DEEP PURPLE FRONTMAN IAN GILLIAN DISCUSSES THE LYRICS OF “SMOKE ON THE WATER,” “PERFECT STRANGERS” AND “SPACE TRUCKIN'”

Greg Prato of Songfacts spoke with Deep Purple frontman Ian Gillian, excerpts from the interview appear below.

SongfactsWhoosh! is the third record in a row that Bob Ezrin produced for the band. How large of a role did he play in it?

Ian Gillan: Massive. Absolutely very important…

Songfacts: What’s the story behind the album title and cover image?

Gillan: It came about with the title. We had a couple of submissions by the design department in Germany. The idea of Whoosh! came to me as a very good onomatopoeic word that describes the transient nature of humanity on the planet. And in a more humorous sense, it describes Deep Purple’s career. Like, Whoosh! – it seems like just yesterday it was 1970. It seemed to fit.

And then I think some of the guys looked at the lyrics and saw the apocalyptic nature of some of these scenarios and came up with the dissolving spaceman, which I kind of like. It’s quite powerful. 

Songfacts: What song from the Deep Purple Mark II era do you most connect with?

Gillan: I don’t connect with any of them. We still do quite a few on stage and they’re intensely important. At the moment, Pictures Of Home I’m enjoying because of the orchestral melodies and the orchestral dynamics in the song. We don’t think of things like that. We’re thinking about new stuff, and I have no emotional relationship with any of my songs. 

Songfacts: What are the “few red lights and a few old beds” you sing about in Smoke On The Water?

Gillan: That’s the hotel we moved into – the Grand Hotel – after the casino burned down during the Frank Zappa concert we were at. And that’s what the song is all about. We ended up at the Grand Hotel, and it was very bright, so we changed the light bulbs. We got some red light bulbs, and we used the bed mattresses as sound baffles.

We set the gear up in the hallways and the corridors of the hotel, and the Rolling Stones’ mobile truck was out back with very long cables coming up through the windows. We tried to re-create an atmosphere in a technical sense the best we could. And when we went to write the lyrics, because we were short on material, we thought it was an “add-on track.” It was just a last-minute panic.

So, the riff and backing track had been recorded on the first day as a kind of soundcheck. There were no lyrics. The engineer told us on the last day, “Man, we’re several minutes short for an album.” So, we dug it out, and Roger [Glover] and I wrote a biographical account of the making of the record: “We all came out to Montreux…” etcetera, etcetera. 

That’s how it ended up on the album. It never got played on the radio for a year because it was too long. It was only when a guy from Warner Bros. came to see a show and saw the reaction of the crowd. He ran back to the studio and did an edit of three-and-a-half minutes, and it got played for the first time on the radio. That was a year after the album release. It would never have gotten played if we hadn’t done the edit.

Songfacts: How do you feel about that song today?

Gillan: Like all the narrative songs, you can place yourself there. It’s fantastic – I love singing it. It’s such a groove. And the important thing is everyone in the audience is so involved in the song, and of course, they know every word and the groove.

It’s a shared experience. It’s like a congregational euphoria. It’s amazing. It’s fantastic. I love it. When you asked earlier about what songs do I feel for, in a way, I love them all. I have no trouble getting up for it just about every day. 

Songfacts: What is the song Perfect Strangers about?

Gillan: We had been apart for a while, so Perfect Strangers is a contradiction in terms, like an oxymoron. That was pretty much how we described it – there was a lot of suspicion and worry and nervousness about getting together again and having a reunion, and when we all sat around in the basement of this old house in Vermont, there was a log fire and three feet of snow outside.

We had a couple of beers, and nobody started playing. Then, Paicey [Ian Paice] started tapping away and people started grooving, and a little shuffle came along. In five minutes everyone had a smile on their face.

So, Perfect Strangers was how we were before, and Perfect Strangers are how we are afterwards – with two opposite meanings to the phrase.

Songfacts: What’s the best Deep Purple deep cut?

Gillan: I never had a sense of entitlement, so I don’t know. I have no idea how to answer that question because we don’t look at things that way. They’re all like our children, you know? Some are good and some are bad, but we love them all. I can’t answer it honestly. You have to ask people who have an objective opinion about that sort of thing.

Songfacts: Who or what is the “pony trekker” in Space Truckin’?

Gillan: It’s not literal – nothing in that song is literal. It’s all a play on words, like, “We’d move to the Canaveral moonstop” and “pony trekker” and “Borealice.” It’s all nonsense.

Read more at Songfacts.

Audio samples of all the songs that are set to appear on Whoosh! are below.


▶ **TASK DIRECTIONS**
Restate each entry below exactly; pictures stay out of the copy.

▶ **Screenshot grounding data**
|---|
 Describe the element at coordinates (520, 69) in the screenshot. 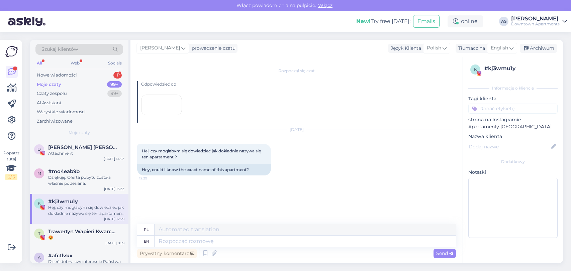

I see `div: # kj3wmu1y` at that location.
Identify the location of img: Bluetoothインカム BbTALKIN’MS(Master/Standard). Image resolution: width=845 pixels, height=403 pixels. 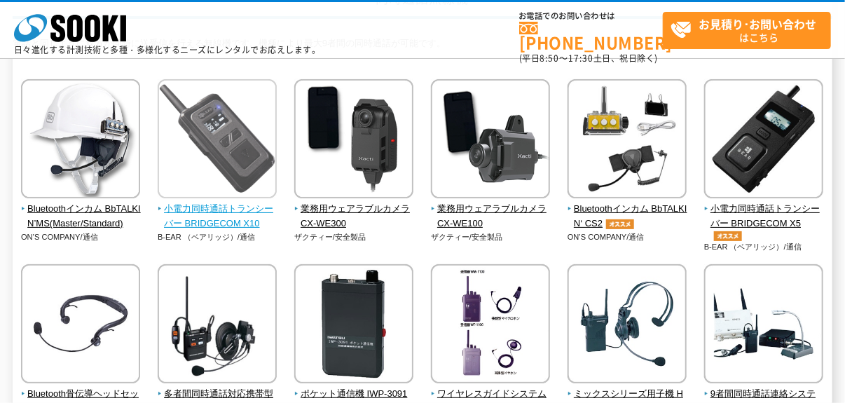
(81, 140).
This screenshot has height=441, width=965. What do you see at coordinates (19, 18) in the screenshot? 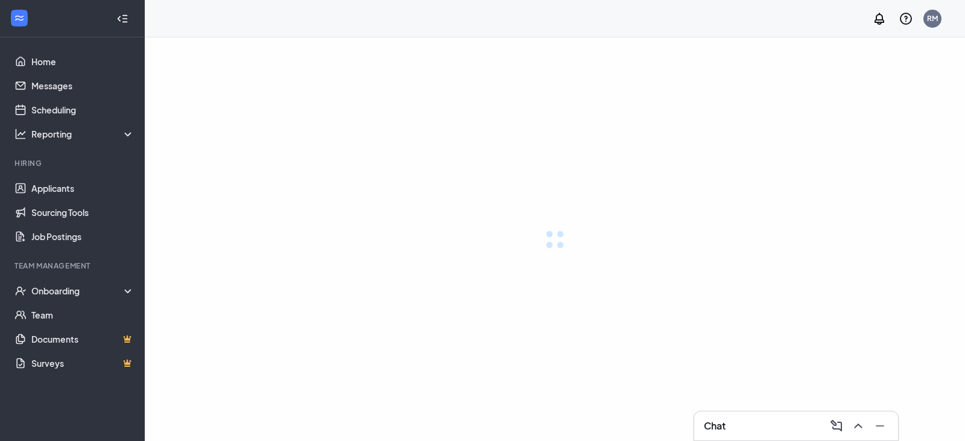
I see `svg: WorkstreamLogo` at bounding box center [19, 18].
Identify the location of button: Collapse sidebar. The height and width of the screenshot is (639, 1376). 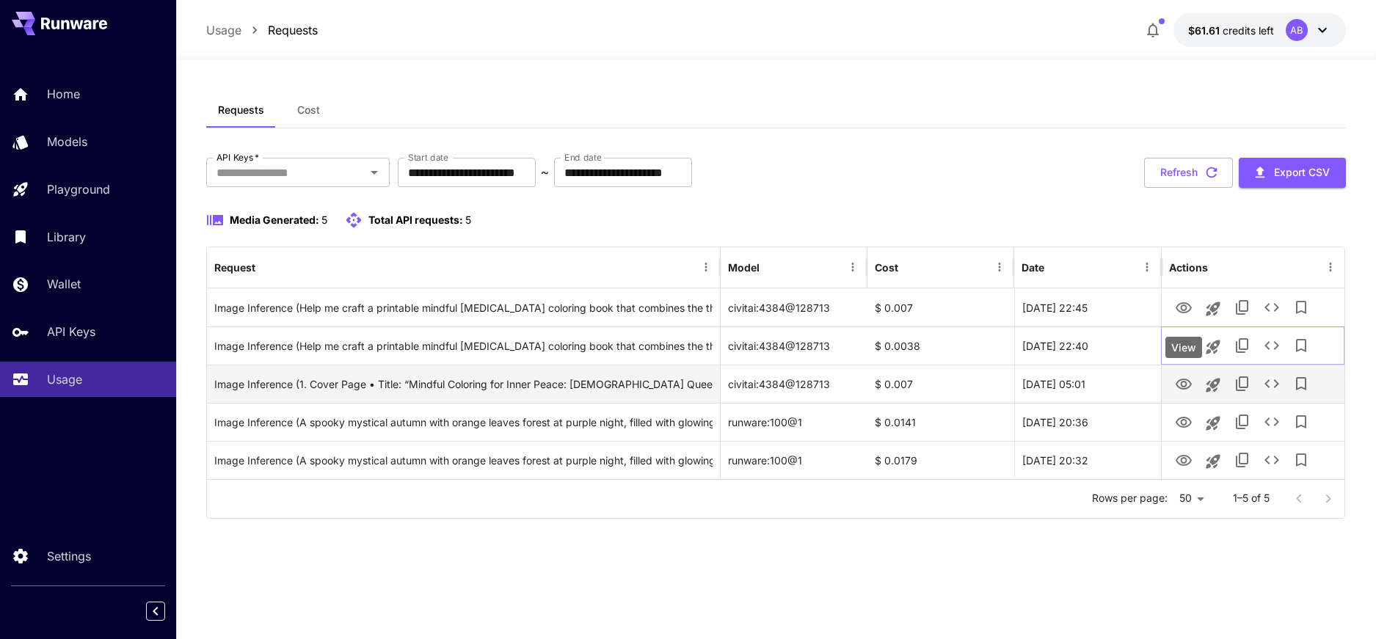
(156, 611).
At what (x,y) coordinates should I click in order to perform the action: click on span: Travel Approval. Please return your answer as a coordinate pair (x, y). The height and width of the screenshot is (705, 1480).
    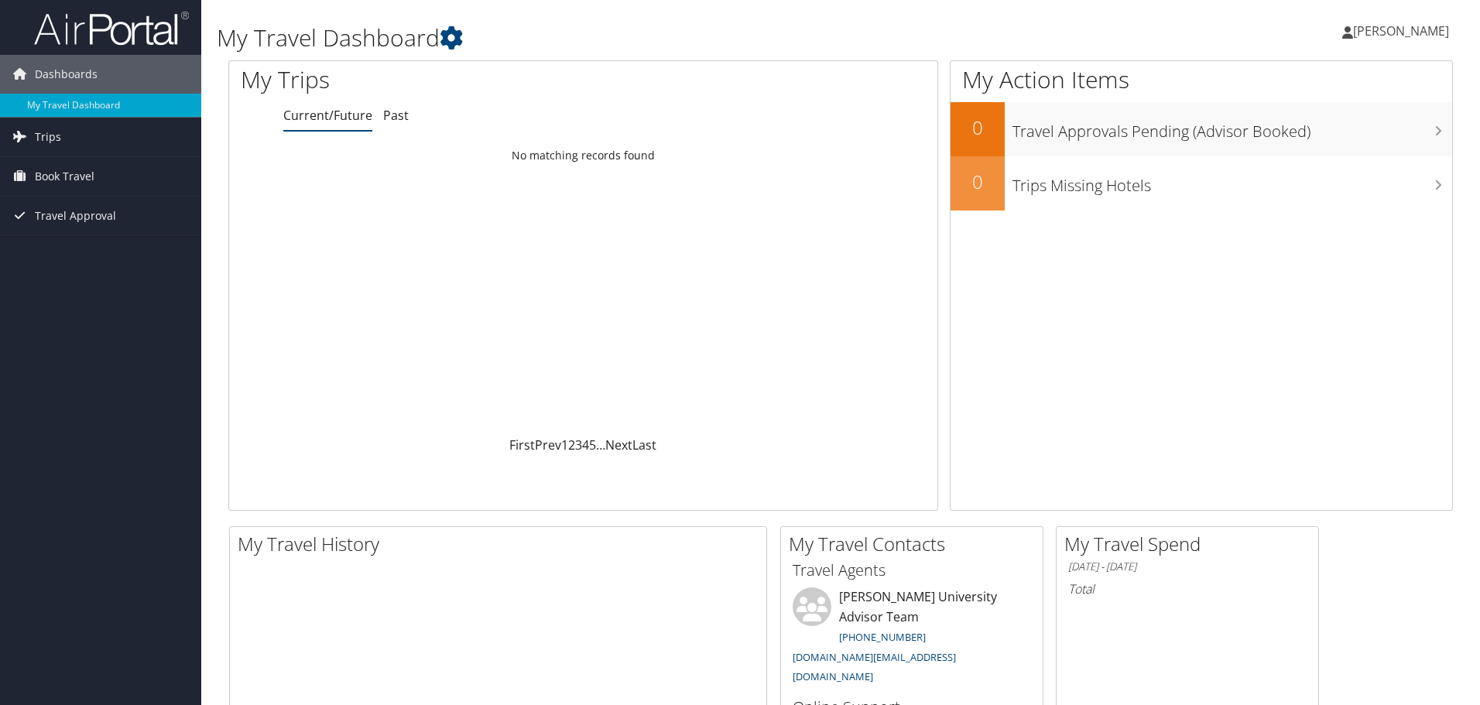
    Looking at the image, I should click on (75, 216).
|---|
▶ **ANSWER TO THE PROBLEM**
 Describe the element at coordinates (520, 69) in the screenshot. 

I see `div: # kj3wmu1y` at that location.
Identify the location of img: Bluetoothインカム BbTALKIN’MS(Master/Standard). Image resolution: width=845 pixels, height=403 pixels. 
(81, 140).
This screenshot has height=441, width=965. What do you see at coordinates (19, 18) in the screenshot? 
I see `svg: WorkstreamLogo` at bounding box center [19, 18].
Identify the location of button: Collapse sidebar. The height and width of the screenshot is (639, 1376). 
(156, 611).
At what (x,y) coordinates should I click in order to perform the action: click on span: Travel Approval. Please return your answer as a coordinate pair (x, y). The height and width of the screenshot is (705, 1480).
    Looking at the image, I should click on (75, 216).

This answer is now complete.